====== Available data ======

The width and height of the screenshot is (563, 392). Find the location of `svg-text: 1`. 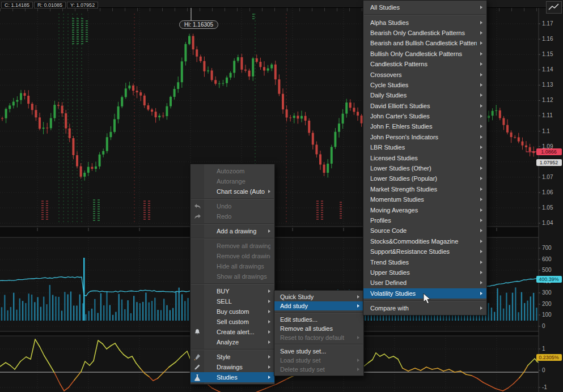

svg-text: 1 is located at coordinates (544, 349).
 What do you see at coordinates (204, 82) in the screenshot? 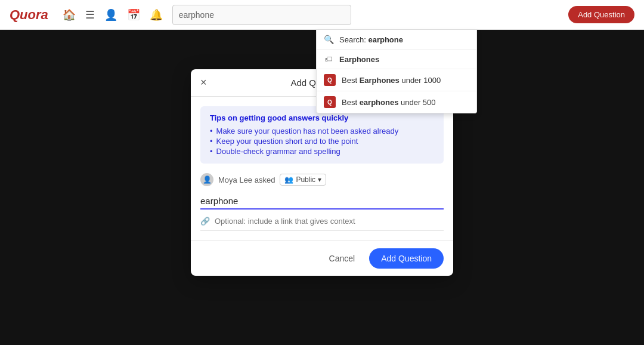
I see `close-button: ×` at bounding box center [204, 82].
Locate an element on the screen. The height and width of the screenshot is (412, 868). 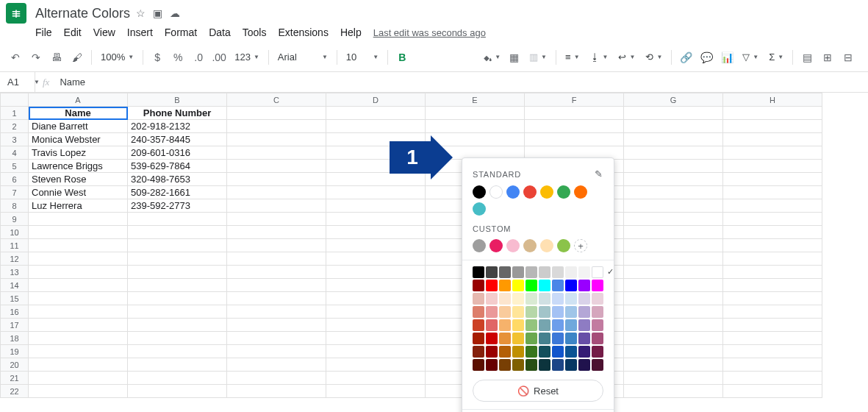
row-header: 3 is located at coordinates (15, 140).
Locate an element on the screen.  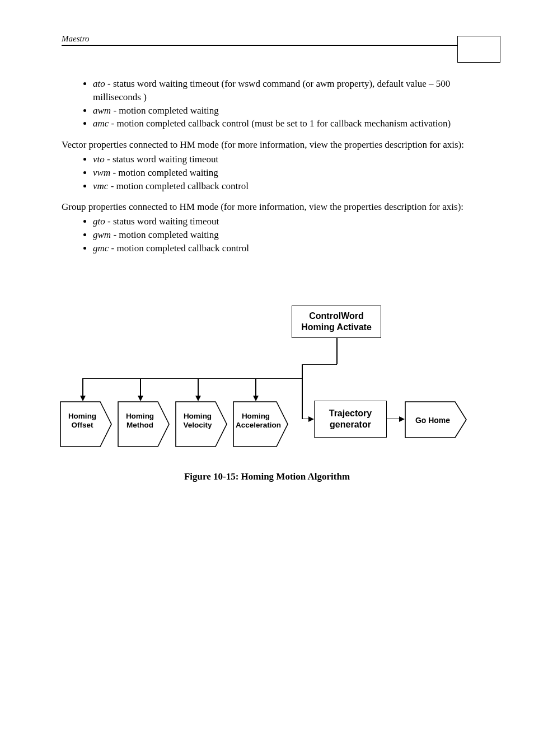
to-gohome is located at coordinates (394, 419).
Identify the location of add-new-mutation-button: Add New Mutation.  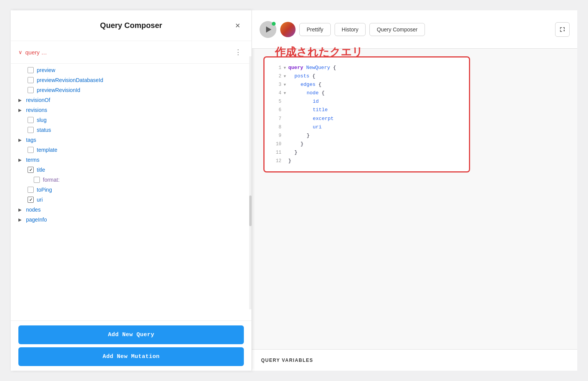
(131, 356).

======

Please give an exact printout of all the records, pictures aside.

Output:
The width and height of the screenshot is (563, 392). Find the location of `svg-text: 1`. 

svg-text: 1 is located at coordinates (544, 349).
 What do you see at coordinates (204, 82) in the screenshot? 
I see `close-button: ×` at bounding box center [204, 82].
Locate an element on the screen. The height and width of the screenshot is (412, 868). 
row-header: 3 is located at coordinates (15, 140).
Locate an element on the screen.  
to-gohome is located at coordinates (394, 419).
Identify the location of add-new-mutation-button: Add New Mutation.  
(131, 356).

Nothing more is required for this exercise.